[Quit Your Worrying! by George Wharton James]@TWC D-Link bookQuit Your Worrying! CHAPTER X 9/22
And remember this, there is as much distance and difference between "tolerating," "allowing," "permitting" your children to do things, and "encouraging," "fostering" in them the desire to do them, as there is distance between the poles.
Don't be a dampener to your children, a discourager, a "don'ter," a sign the moment you appear that they must "quit" something, that they must repress their enthusiasm, their fun, their exuberant frolicsomeness, but let them feel your sympathy with them, your comradeship, your good cheer, that "Father, Mother, is a jolly good fellow," and my life for it, you will doubtless save yourself and them much worry in after years. Hans Christian Andersen's story of _The Ugly Duckling_ is one of the best illustrations of the uselessness and needlessness of much of the worry of parents with which I am familiar.
How the poor mother duck worried because one of her brood was so large and ugly.
At first she was willing to accept it, but when everybody else jeered at it, pushed it aside, bit at it, pecked it on the head, and generally abused it, and the turkey-cock bore down upon it like a ship in full sail, and gobbled at it, and its brothers and sisters hunted it, grew more and more angry with it, and wished the cat would get it and swallow it up, she herself wished it far and far away.
And as the worries grew around the poor duckling, it ran away.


What you need to do —
Starting at the line that contains "What do you see at coordinates (25, 319)", copy every line through the end of the records below exactly as written, leaving out pictures.
*** Data extracts
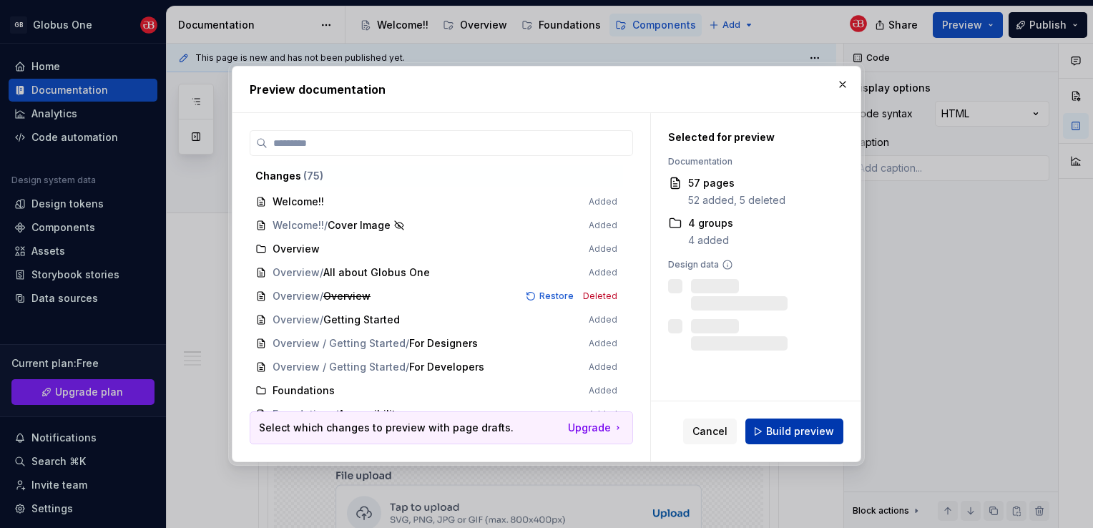 The width and height of the screenshot is (1093, 528). I want to click on p: Select which changes to preview with page drafts., so click(386, 428).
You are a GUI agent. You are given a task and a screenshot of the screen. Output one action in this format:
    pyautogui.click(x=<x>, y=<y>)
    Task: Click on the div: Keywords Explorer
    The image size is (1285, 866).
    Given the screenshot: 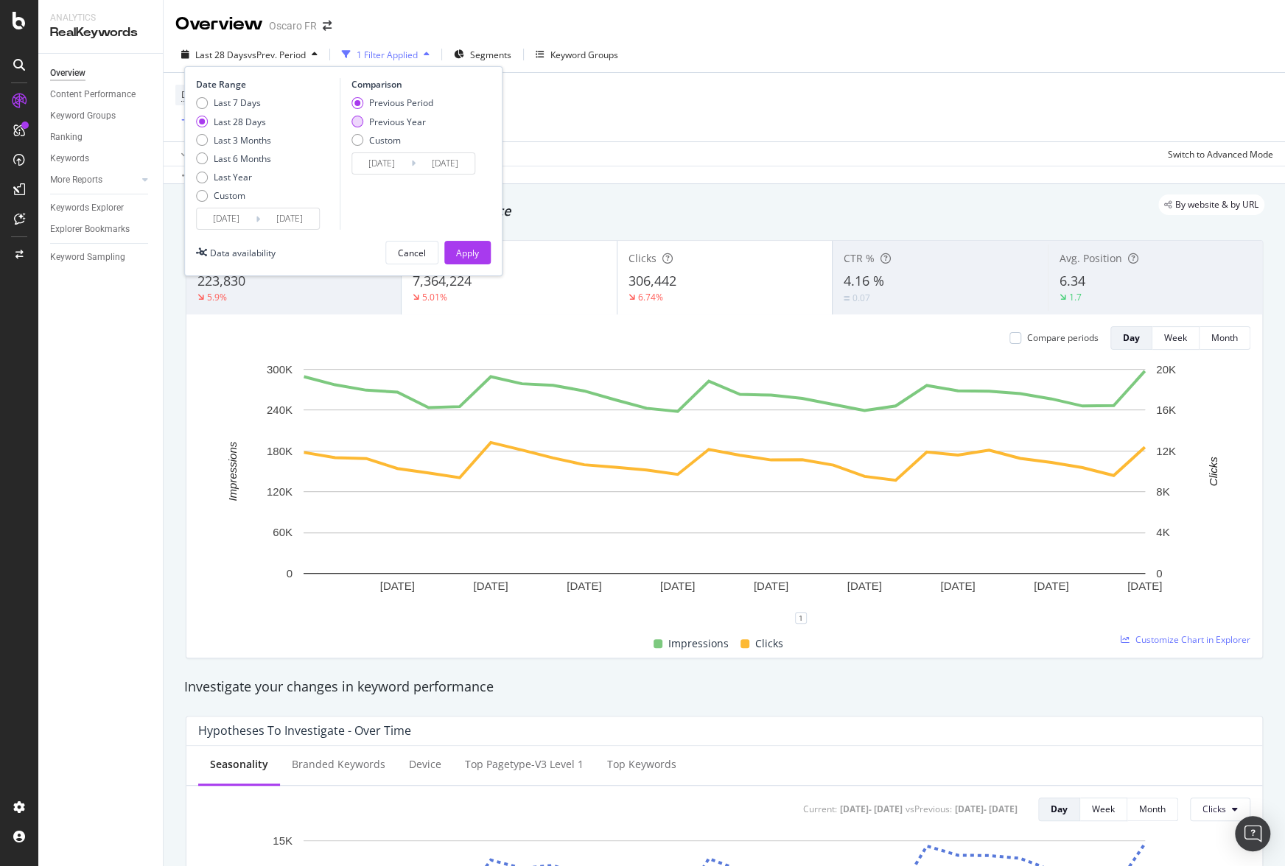 What is the action you would take?
    pyautogui.click(x=87, y=208)
    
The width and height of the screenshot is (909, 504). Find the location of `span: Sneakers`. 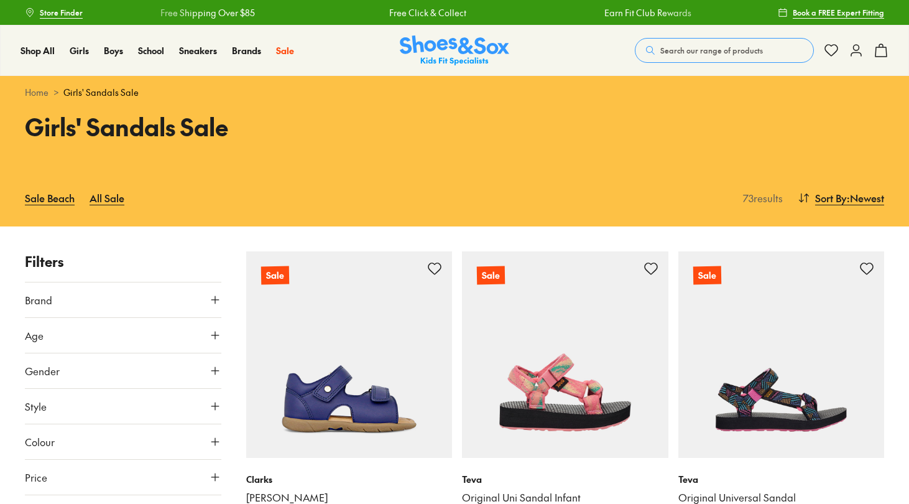

span: Sneakers is located at coordinates (198, 50).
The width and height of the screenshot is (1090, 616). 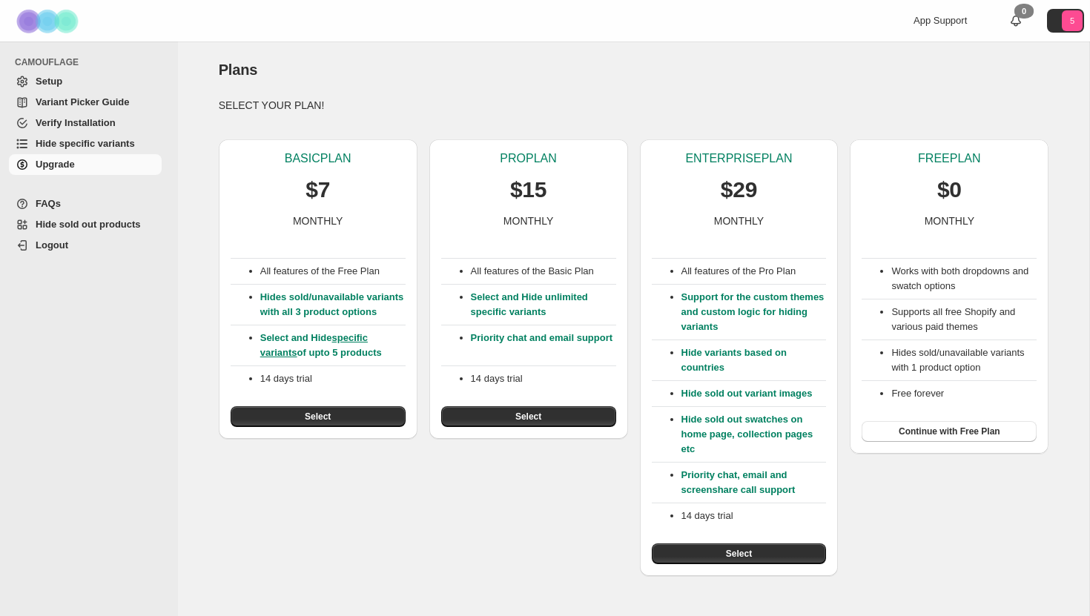 What do you see at coordinates (964, 394) in the screenshot?
I see `li: Free forever` at bounding box center [964, 394].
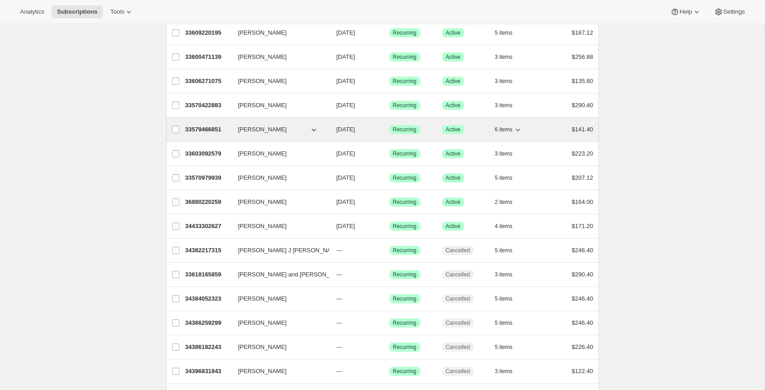  Describe the element at coordinates (208, 57) in the screenshot. I see `p: 33600471139` at that location.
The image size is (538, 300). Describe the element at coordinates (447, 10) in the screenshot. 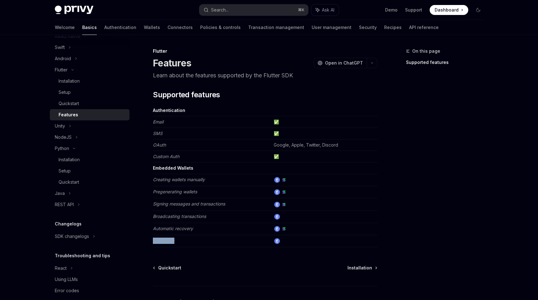

I see `span: Dashboard` at that location.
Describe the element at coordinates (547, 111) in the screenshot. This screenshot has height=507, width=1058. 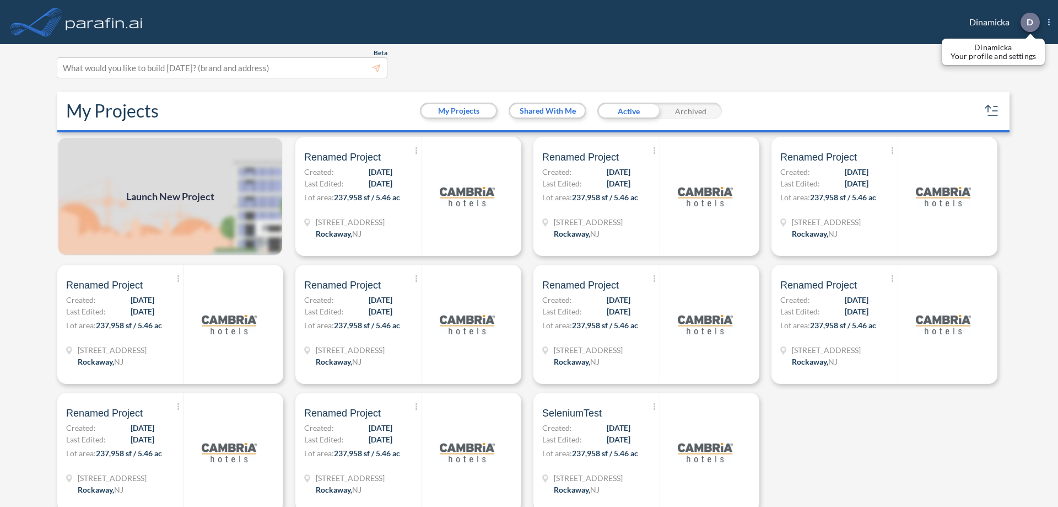
I see `button: Shared With Me` at that location.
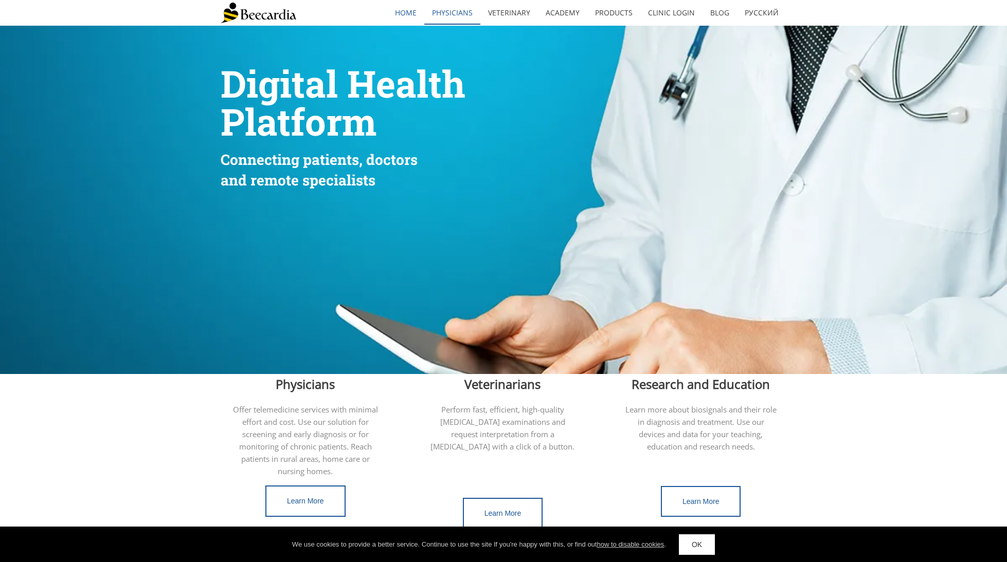  Describe the element at coordinates (700, 384) in the screenshot. I see `span: Research and Education` at that location.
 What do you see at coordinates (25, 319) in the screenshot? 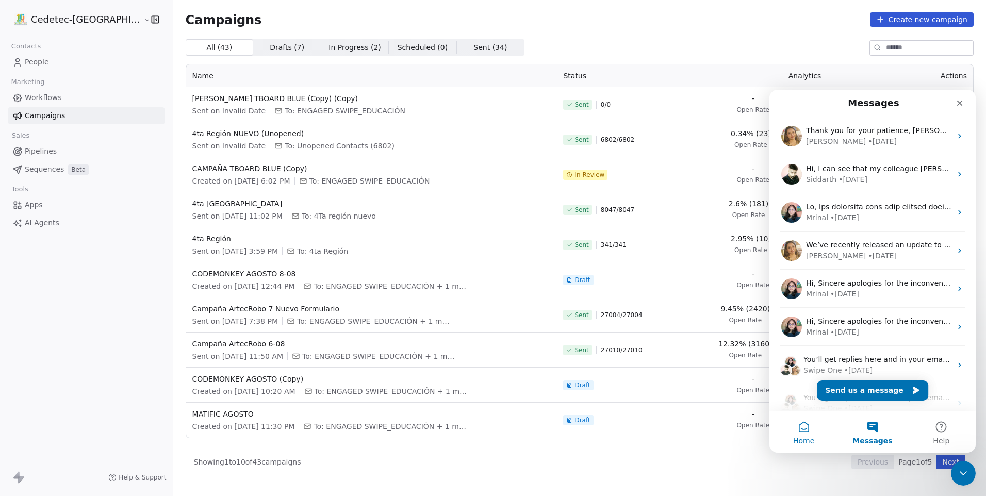
I see `img: Harinder avatar` at bounding box center [25, 319].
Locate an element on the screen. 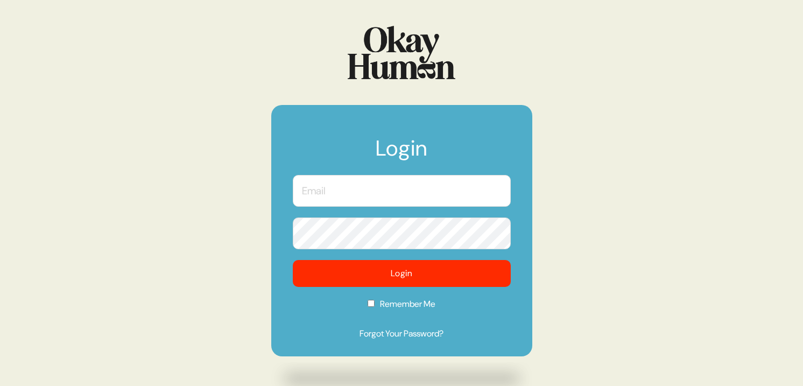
******
The answer —
 What do you see at coordinates (25, 319) in the screenshot? 
I see `img: Harinder avatar` at bounding box center [25, 319].
Locate an element on the screen. 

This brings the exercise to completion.